Three U.S. senators want a federal agency to check on the safety of an oil pipeline that runs beneath Great Lakes waters.
The 60-year-old pipeline passes beneath the Straits of Mackinac, where Lakes Huron and Michigan meet. It was the first pipeline Enbridge built through Michigan.
Environmentalists protested the pipeline expansion earlier this year. They sent divers down to check out the condition of the pipeline firsthand.
http://www.youtube.com/watch?feature=player_embedded&v=qCMfDDcyRb0
Democrats Dick Durbin of Illinois and Carl Levin and Debbie Stabenow of Michigan want the Pipeline and Hazardous Materials Safety Administration to provide details of the agency’s safety tests on the line. PHMSA is a division of the Department of Transportation.
Enbridge Energy added 50,000 barrels a day of capacity to the line this year.
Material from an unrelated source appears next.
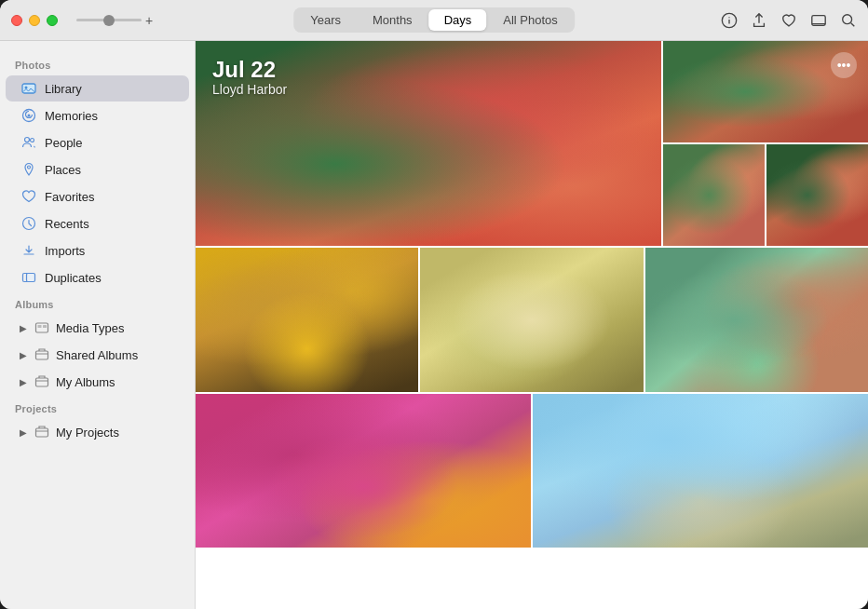 This screenshot has width=868, height=609. Describe the element at coordinates (86, 382) in the screenshot. I see `sidebar-item-my-albums-label: My Albums` at that location.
It can pump more than a half-million barrels of oil products a day.
The senators say a similar break in the Straits could be disastrous.
But Enbridge notes this older pipeline is seamless and the walls are an inch thick, unlike the pipeline that burst near Marshall, Michigan in 2010.
Plus, Enbridge says this pipeline doesn’t carry the heavy diluted bitumen that’s still getting cleaned out of the Kalamazoo River.
It’s coated with a type of coal tar that lasts longer than the tape coating used on the one that ruptured.
“When we’ve had to do any sort of dig on that pipeline for maintenance or repair, we’ve heard from the crews out on the field that the line still looks brand new,” Enbridge spokesman Janson Manshum said during a press conference earlier this year.
Manshum says the industry stopped using the coal tar coating because it was hazardous to workers who had to apply it in the field.